One of the last remaining northern white rhinos, which are among Africa’s largest land animals. Poaching and changes to the rhino’s habitat has seen the population almost wiped out. (Getty Images/iStockphoto)

Since the death of the last male northern white rhino in 2019, breeders have experimented with a technique allowing female rhinos to be artificially inseminated.

While two embryos have been created in a laboratory using the eggs harvested from Najin and Fatu, the initiative has yet to implant them into a surrogate mother – most likely a southern white rhino.

Habitat loss, driven by illegal logging and agriculture, have been blamed for almost killing off the northern white rhino.

Rhinos in Asia and India, where the species numbers are higher, are meanwhile threatened by habitat degradation as a result of warming temperatures, as well as human activity.

Polar bear populations on ice

A study published in September suggested that polar bears have begun to inbreed to survive, as the Arctic’s most iconic animal adapts to rapidly-melting sea ice destroying its natural hunting grounds.

Between 1995 and 2015, polar bears roaming Norway’s Svalbard Archipelago lost as much as 10 per cent of the population’s genetic diversity because of the impact of global heating, researchers said.

According to the World Wildlife Fund, polar regions are melting almost 13 per cent per decade, and over the past 30 years, the oldest and thickest ice in the Arctic has dropped by a shocking 95 per cent.
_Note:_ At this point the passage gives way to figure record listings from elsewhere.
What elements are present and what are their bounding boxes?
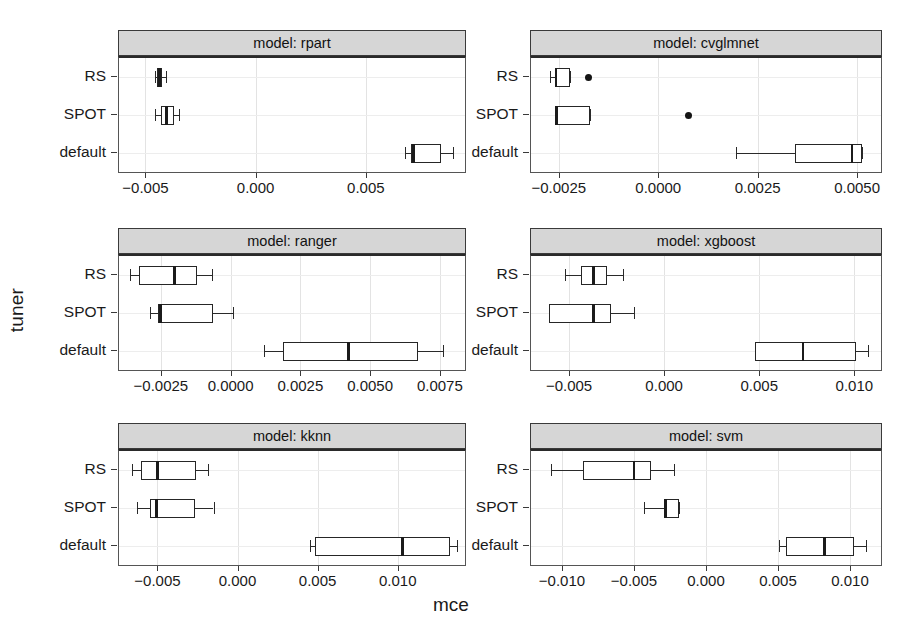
y-axis-tick-label-RS: RS <box>496 67 518 85</box>
x-axis-tick-label: 0.0000 <box>635 179 681 196</box>
facet-panel-svm <box>530 449 882 566</box>
y-axis-tick-label-RS: RS <box>84 460 106 478</box>
x-axis-tick <box>157 566 158 571</box>
box-iqr <box>315 537 450 556</box>
x-axis-tick-label: −0.005 <box>122 179 168 196</box>
y-axis-tick-label-default: default <box>471 341 518 359</box>
box-iqr <box>283 342 418 361</box>
x-axis-tick <box>706 566 707 571</box>
y-axis-tick <box>523 114 529 115</box>
cap-upper <box>443 345 444 356</box>
y-axis-tick-label-RS: RS <box>496 460 518 478</box>
x-axis-tick <box>778 566 779 571</box>
facet-panel-kknn <box>118 449 466 566</box>
y-axis-tick-label-RS: RS <box>496 265 518 283</box>
y-axis-tick-label-default: default <box>471 143 518 161</box>
box-iqr <box>411 144 441 163</box>
boxplot-svm-default <box>531 451 881 565</box>
whisker-upper <box>450 546 457 547</box>
facet-strip-label-kknn: model: kknn <box>118 423 466 449</box>
y-axis-tick-label-SPOT: SPOT <box>476 498 518 516</box>
facet-kknn: model: kknn−0.0050.0000.0050.010RSSPOTde… <box>118 423 466 566</box>
whisker-upper <box>854 546 866 547</box>
cap-upper <box>457 540 458 551</box>
y-axis-tick-label-SPOT: SPOT <box>476 303 518 321</box>
cap-lower <box>264 345 265 356</box>
median-line <box>347 342 350 361</box>
y-axis-tick <box>111 545 117 546</box>
boxplot-cvglmnet-default <box>531 58 881 172</box>
x-axis-tick-label: −0.005 <box>546 377 592 394</box>
cap-lower <box>736 147 737 158</box>
x-axis-tick-label: 0.0025 <box>277 377 323 394</box>
x-axis-tick-label: 0.005 <box>347 179 385 196</box>
y-axis-tick <box>523 152 529 153</box>
x-axis-tick-label: 0.000 <box>687 572 725 589</box>
y-axis-tick-label-default: default <box>59 536 106 554</box>
y-axis-tick <box>111 469 117 470</box>
median-line <box>412 144 415 163</box>
x-axis-tick-label: 0.000 <box>645 377 683 394</box>
x-axis-tick <box>440 371 441 376</box>
x-axis-tick-label: 0.0050 <box>834 179 880 196</box>
y-axis-tick-label-RS: RS <box>84 265 106 283</box>
x-axis-tick <box>759 371 760 376</box>
x-axis-tick-label: 0.005 <box>740 377 778 394</box>
x-axis-tick <box>664 371 665 376</box>
cap-lower <box>405 147 406 158</box>
facet-strip-label-rpart: model: rpart <box>118 30 466 56</box>
cap-lower <box>310 540 311 551</box>
x-axis-tick <box>161 371 162 376</box>
x-axis-tick <box>366 173 367 178</box>
median-line <box>401 537 404 556</box>
x-axis-tick-label: 0.010 <box>379 572 417 589</box>
x-axis-tick-label: 0.000 <box>219 572 257 589</box>
x-axis-tick-label: −0.005 <box>611 572 657 589</box>
x-axis-tick <box>231 371 232 376</box>
x-axis-tick-label: −0.0025 <box>532 179 587 196</box>
facet-strip-label-cvglmnet: model: cvglmnet <box>530 30 882 56</box>
x-axis-tick <box>145 173 146 178</box>
x-axis-tick <box>238 566 239 571</box>
whisker-lower <box>264 351 283 352</box>
x-axis-tick <box>854 371 855 376</box>
median-line <box>851 144 854 163</box>
facet-svm: model: svm−0.010−0.0050.0000.0050.010RSS… <box>530 423 882 566</box>
x-axis-tick-label: 0.005 <box>759 572 797 589</box>
y-axis-tick-label-SPOT: SPOT <box>64 303 106 321</box>
y-axis-tick <box>111 152 117 153</box>
facet-strip-label-ranger: model: ranger <box>118 228 466 254</box>
x-axis-tick <box>562 566 563 571</box>
facet-strip-label-xgboost: model: xgboost <box>530 228 882 254</box>
boxplot-rpart-default <box>119 58 465 172</box>
y-axis-tick <box>523 312 529 313</box>
x-axis-tick <box>857 173 858 178</box>
facet-xgboost: model: xgboost−0.0050.0000.0050.010RSSPO… <box>530 228 882 371</box>
x-axis-tick <box>318 566 319 571</box>
y-axis-tick <box>523 76 529 77</box>
cap-upper <box>862 147 863 158</box>
facet-panel-rpart <box>118 56 466 173</box>
x-axis-tick <box>559 173 560 178</box>
median-line <box>823 537 826 556</box>
facet-strip-label-svm: model: svm <box>530 423 882 449</box>
boxplot-figure: tuner mce model: rpart−0.0050.0000.005RS… <box>0 0 902 620</box>
whisker-upper <box>856 351 867 352</box>
y-axis-tick <box>523 507 529 508</box>
y-axis-tick <box>111 507 117 508</box>
y-axis-tick <box>111 274 117 275</box>
x-axis-tick-label: 0.0025 <box>735 179 781 196</box>
median-line <box>802 342 805 361</box>
y-axis-tick-label-default: default <box>59 143 106 161</box>
box-iqr <box>755 342 857 361</box>
facet-panel-xgboost <box>530 254 882 371</box>
x-axis-tick-label: 0.0075 <box>417 377 463 394</box>
whisker-lower <box>736 153 795 154</box>
x-axis-tick <box>658 173 659 178</box>
y-axis-tick-label-default: default <box>59 341 106 359</box>
x-axis-tick-label: 0.010 <box>836 377 874 394</box>
facet-panel-cvglmnet <box>530 56 882 173</box>
box-iqr <box>786 537 854 556</box>
x-axis-tick <box>758 173 759 178</box>
facet-panel-ranger <box>118 254 466 371</box>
That has shrunk territories that polar bears roam.

Simo Maduna, of the Norwegian Institute of Bioeconomy Research and study author, toldABC News , that with inbreeding “comes risk in the sense that some of the traits that are recessive, [and] will now basically be unmasked in the population”.

That could reveal abnormalities in polar bears born in future, and risk the predator’s ability to survive.

A polar bear on Svalbard, off the coasts of Norway and Russia, and where melting sea ice has forced the predator to rapidly adapt. (Getty Images/Andrew Peacock)

Last gasp: Giraffes killed looking for water

The sorry sight of six dead giraffes that were pictured in Kenya’s Garissa County in December showed the animals stuck in mud, where they were trying to reach a water source.

Kenyan wildlife authorities said the giraffes were found to have been weak from starvation before getting stuck in the mud inside the Sabuli Wildlife Conservancy in Wajir, almost 280 miles north east of Nairobi.

Photojournalist Ed Ram, who captured the image, said the giraffes were too weak to pull themselves free.

“When you approach many of the villages in the region, there’s dead cows that line kind of sand tracks as you get to the villages, in various states of decomposition,” he told CBC News. “And the cows that were remaining were very emaciated.”

Kenya has been battling an intense drought driven by the climate crisis, with the country’s president declaring a national disaster in September as this year’s rainy season followed recent patterns of very little rainfall.

Some 4,000 giraffes in Kenya are under threat, according to local newspaperThe Star , as the extreme drought conditions continue to threaten their food and water resources.